Hacker News new | ask | show | jobs
by jariel 2196 days ago
1) "very difficult to extricate costs of server farms that support the retail operation from server farms that host client services from overall operating costs."

Not only is not not hard to do, they are almost assuredly already doing it.

2) It matters a lot, and the article does not miss the point.

As for 1 - AWS Retail is a 'customer account', and they can track and measure the services used.

They have to do this because that's how 'management accounting' works. 'Accounting' is not just a 'GATT' thing, it's also for measuring how profitable units and businesses are. AWS services used by a product will be charged not only to AWS services but even internally to a product account at Amazon Retail.

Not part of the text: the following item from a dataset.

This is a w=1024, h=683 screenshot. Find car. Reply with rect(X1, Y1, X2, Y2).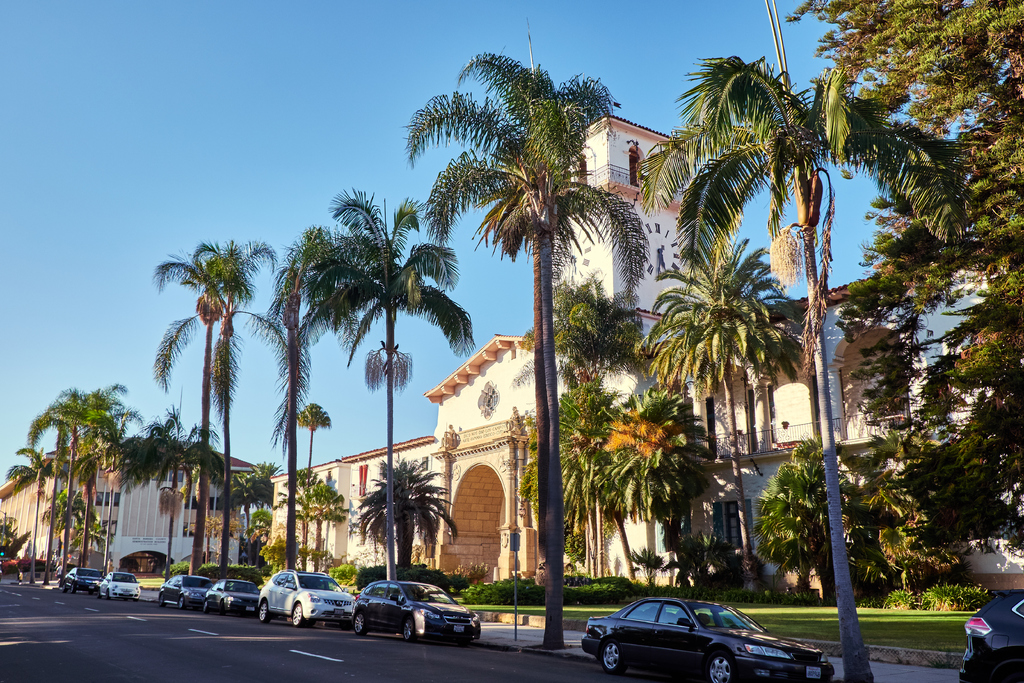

As for 2 - it matters a lot because Amazon is dumping on Amazon retail, which may be an anti-competitive practice.

Not only does AWS show x% contribution to profit, but it's also probably much worse: Amazon Retail may be significantly in the red after 25 years of operation, subsidized by AWS.

Given Amazon's size and leverage in retail, it's definitely time to look at breaking them up in order to separate the two businesses.

In normal times, this would be 'good for America' for obvious reasons. But in a 'big global economic fight' - it might be better from a nationalist perspective to let it go on at AWS, G, Oracle, MS etc.

Has anyone noticed all the big, fat successful cloud players are only ever built by companies with zillions to spare? Implying that this is huge competitive advantage of America vis-a-vis other nations (and continents) who can't hope to compete without government intervention.

AWS/Amazon Retail is an anomalous cojoining of businesses, which is fine, but it probably needs to be looked at along with the overlapping of the other cloud providers and their main businesses.